Monday, Aug. 27, 1984
Who's Up, Who's Down
Eager to show there was support for his policies, Prime Minister Mir Hossein Moussavi asked Iran's parliament last week to give him and his government a vote of confidence.
What Moussavi got instead was a split decision: he and 15 Cabinet ministers won approval, but five officials, including Defense Minister Muhammad Salimi, were dismissed. Salimi's ouster was not tied to the conduct of Iran's four-year war with Iraq, since military strategy rests with Iran's generals and Ayatullah Ruhollah Khomeini's inner circle. Instead, Salimi was accused of not weeding out waste in the country's defense budget.
In addition, Salimi and another cashiered minister belong to an ultraconservative Shi'ite Muslim group that has been critical of Khomeini's policies. The shake-up apparently was engineered by Parliamentary Speaker Ali Akbar Hashemi Rafsanjani, who believes that such dissent is divisive. Rafsanjani's maneuver may show that in the rivalry between him and President Seyed Ali Khamenei, Rafsanjani is winning. "He has Khomeini's ear," said a senior Iranian official. "By forcing a Cabinet reshuffle, he just demonstrated who is boss."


**Directions for this task**
Could you transcribe the entries below exactly, starting at the line that contains "Hunt for human arm." and stopping at the last line, without any pictures?

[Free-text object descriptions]
[Start of Attachment]

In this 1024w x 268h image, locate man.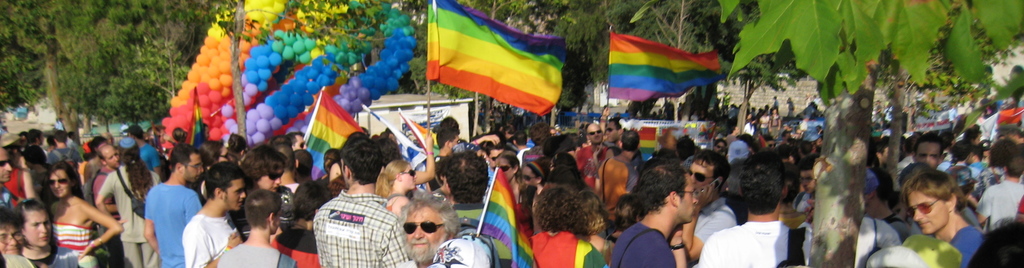
Bounding box: BBox(0, 131, 28, 201).
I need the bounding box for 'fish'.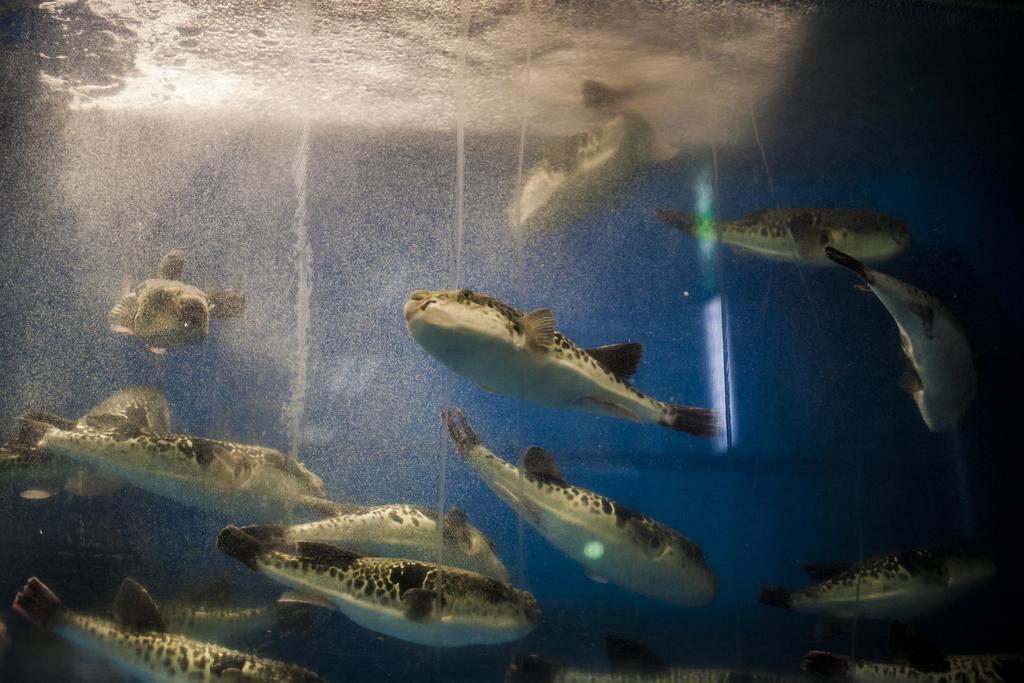
Here it is: (759,549,1023,617).
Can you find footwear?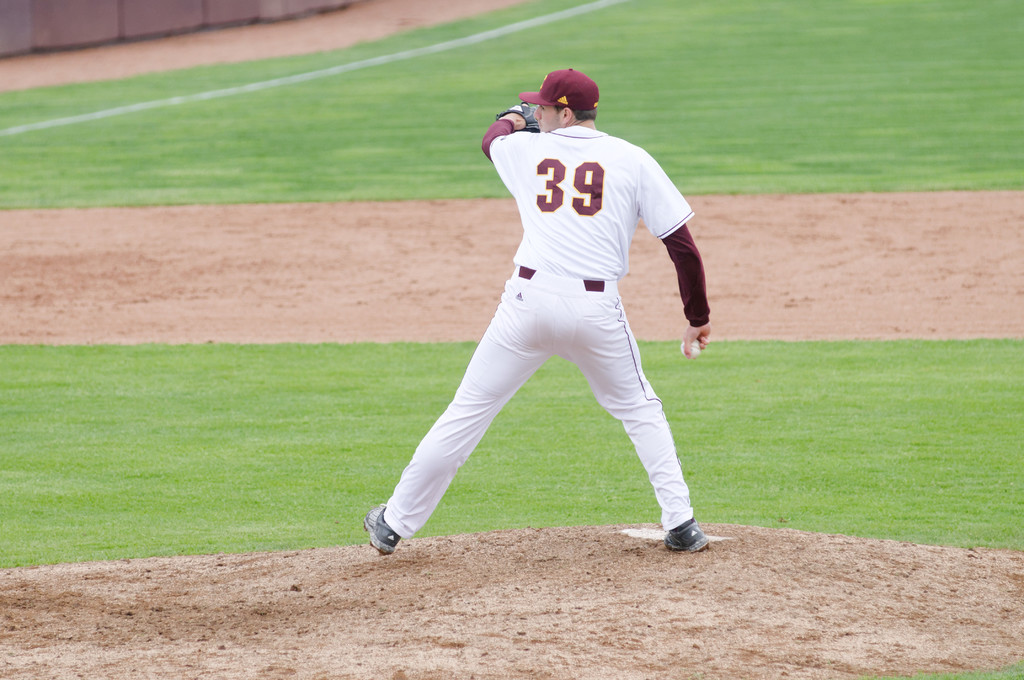
Yes, bounding box: (666, 517, 706, 553).
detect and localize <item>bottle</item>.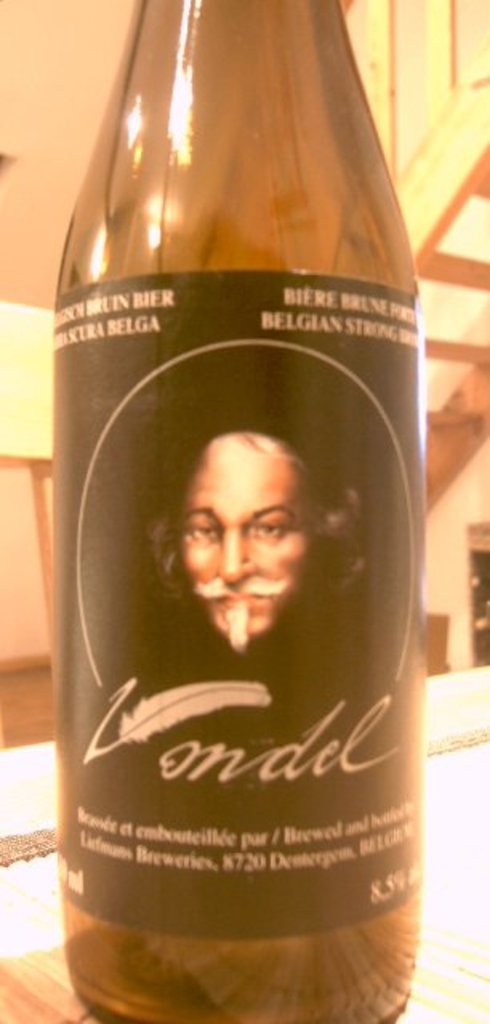
Localized at (x1=50, y1=0, x2=423, y2=1022).
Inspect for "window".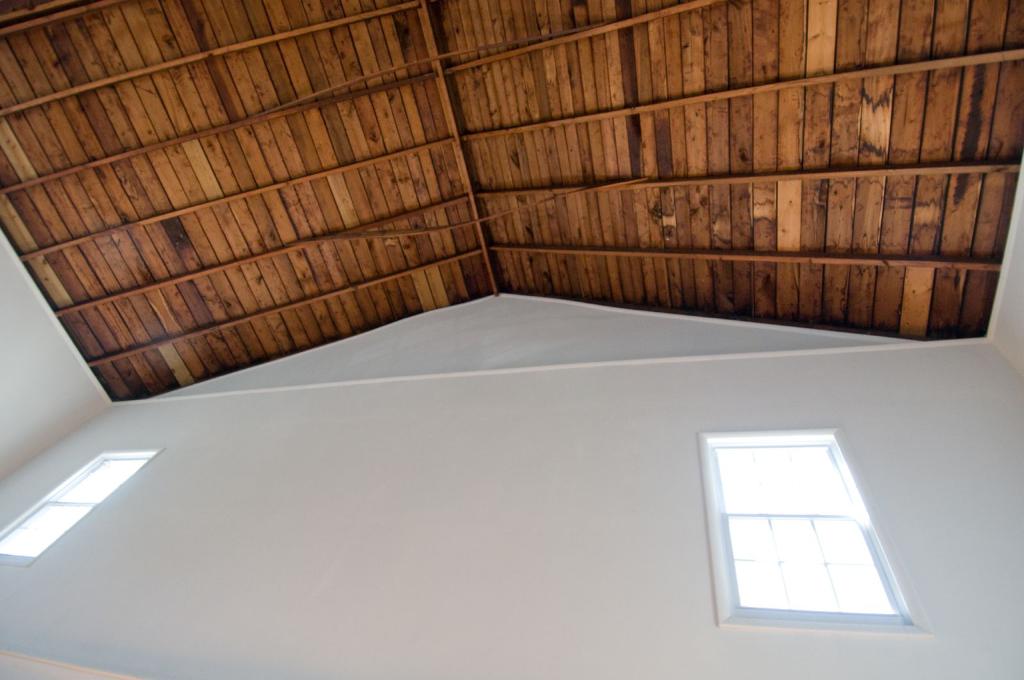
Inspection: bbox(695, 421, 931, 651).
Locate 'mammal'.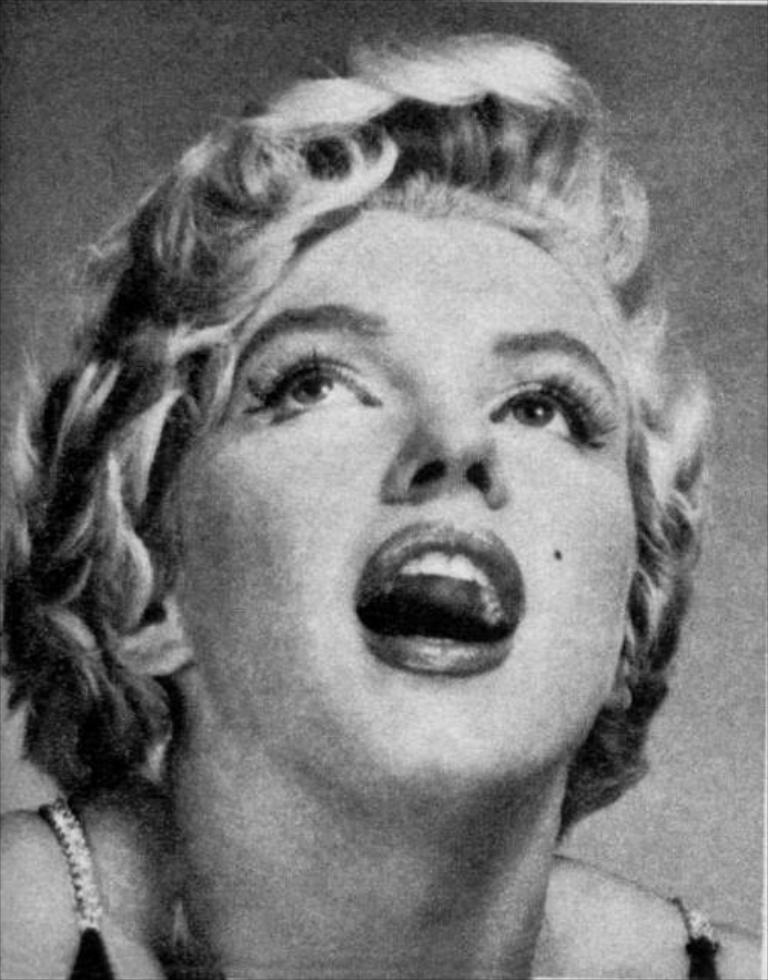
Bounding box: (0, 41, 767, 979).
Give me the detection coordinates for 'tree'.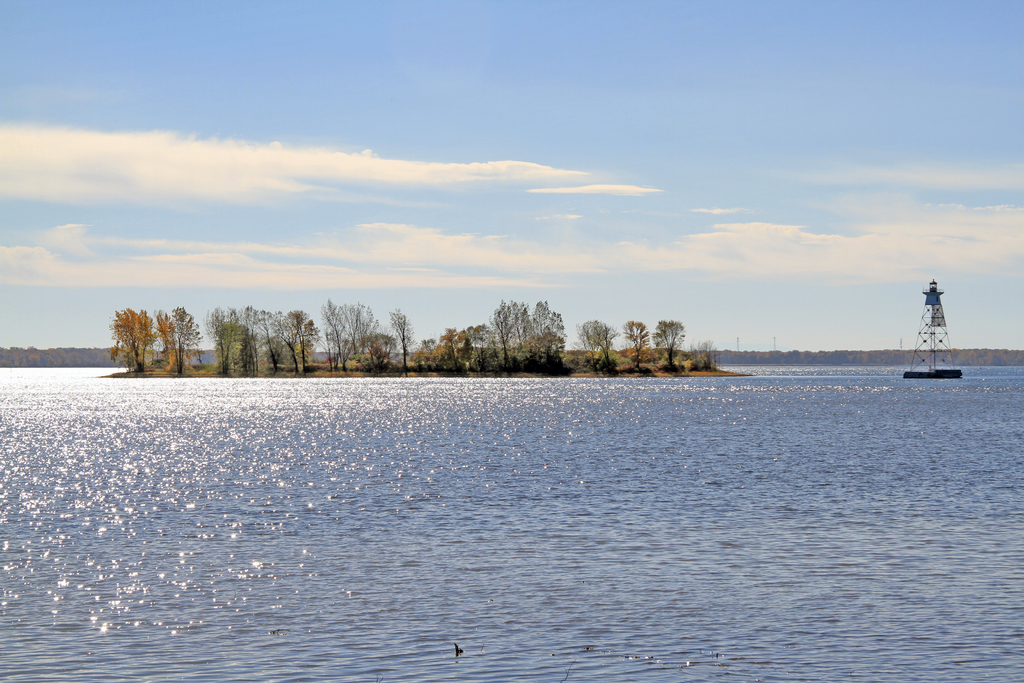
[694,340,719,368].
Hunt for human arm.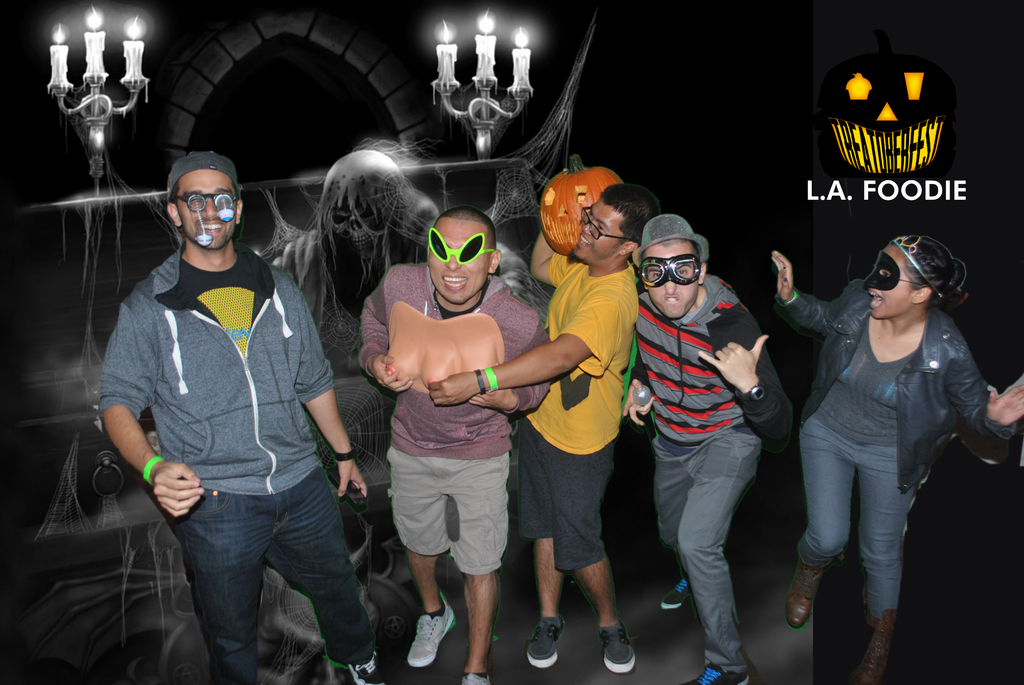
Hunted down at bbox(285, 272, 378, 505).
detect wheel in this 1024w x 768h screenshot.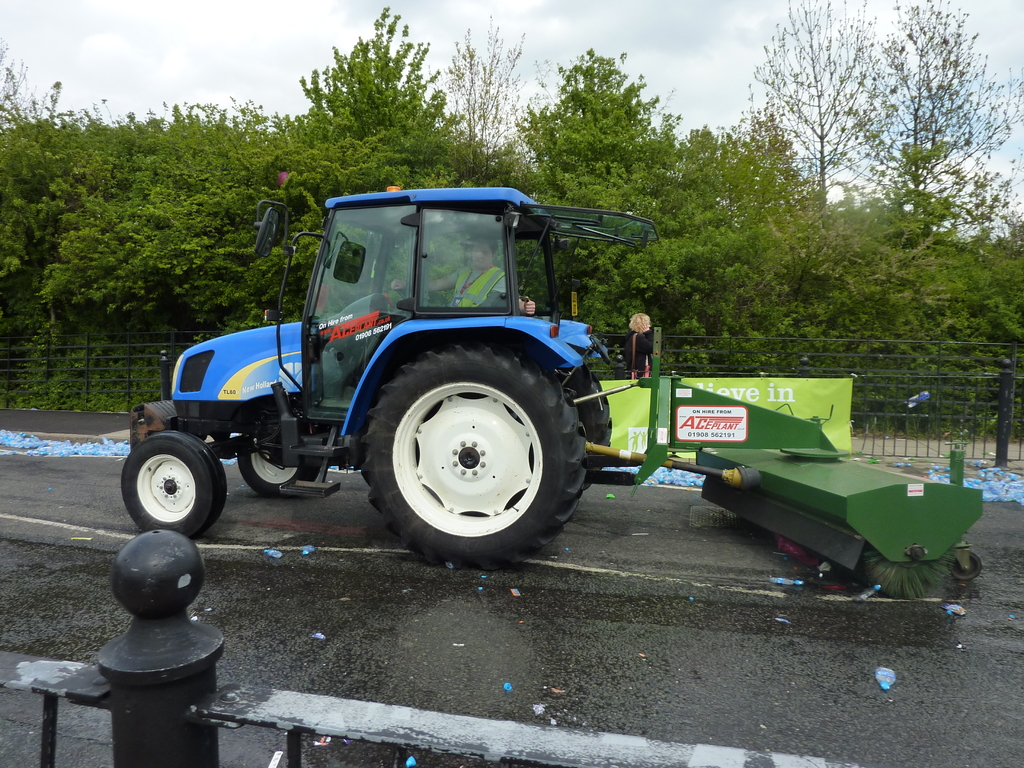
Detection: locate(358, 351, 576, 556).
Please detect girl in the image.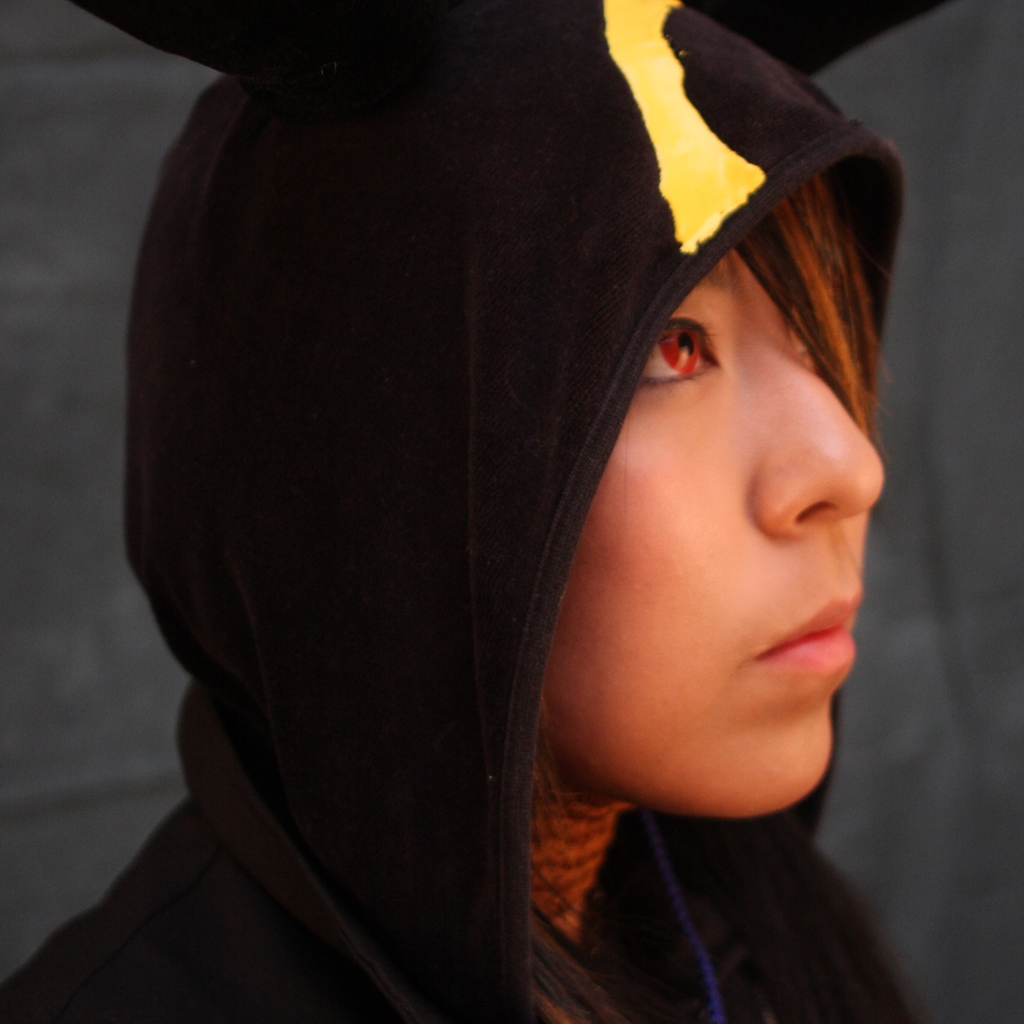
bbox(0, 0, 952, 1023).
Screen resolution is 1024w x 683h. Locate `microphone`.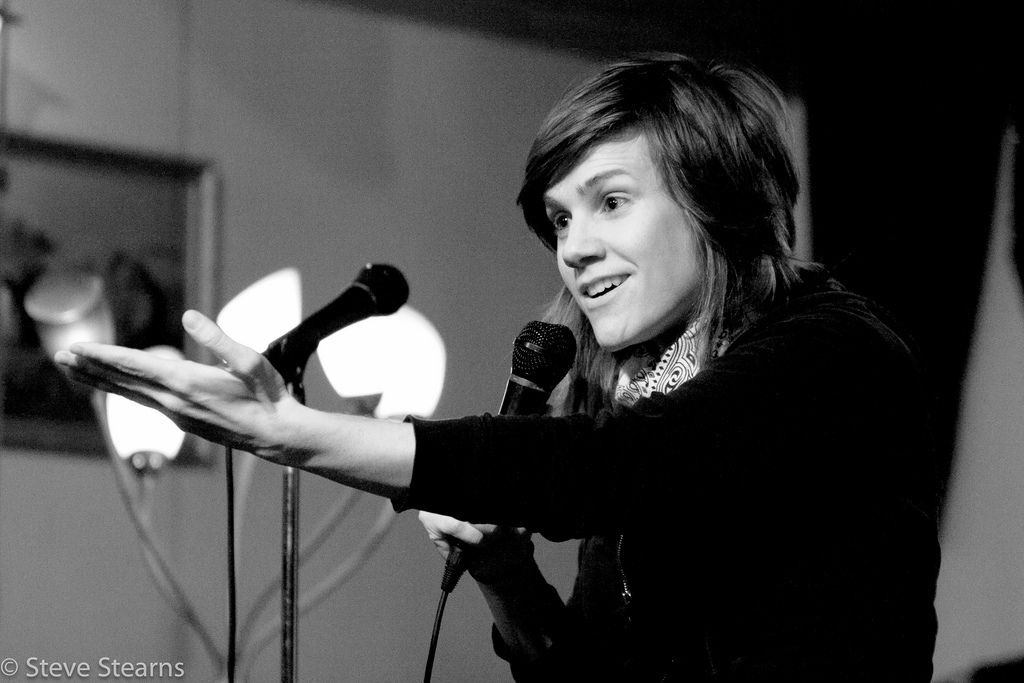
l=437, t=312, r=583, b=597.
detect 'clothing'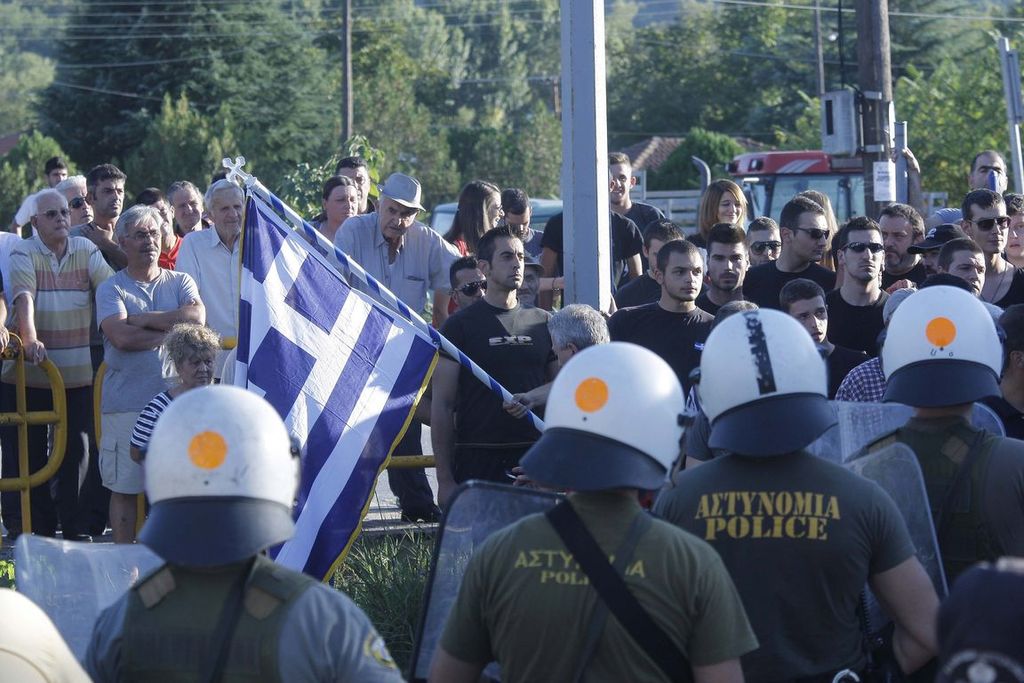
<region>84, 558, 403, 682</region>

[End of Attachment]

**Answer below**
Hunt for human arm.
Hunted down at bbox(285, 272, 378, 505).
detect wheel in this 1024w x 768h screenshot.
Detection: locate(358, 351, 576, 556).
Please detect girl in the image.
bbox(0, 0, 952, 1023).
Screen resolution is 1024w x 683h. Locate `microphone`.
l=437, t=312, r=583, b=597.
detect 'clothing'
<region>84, 558, 403, 682</region>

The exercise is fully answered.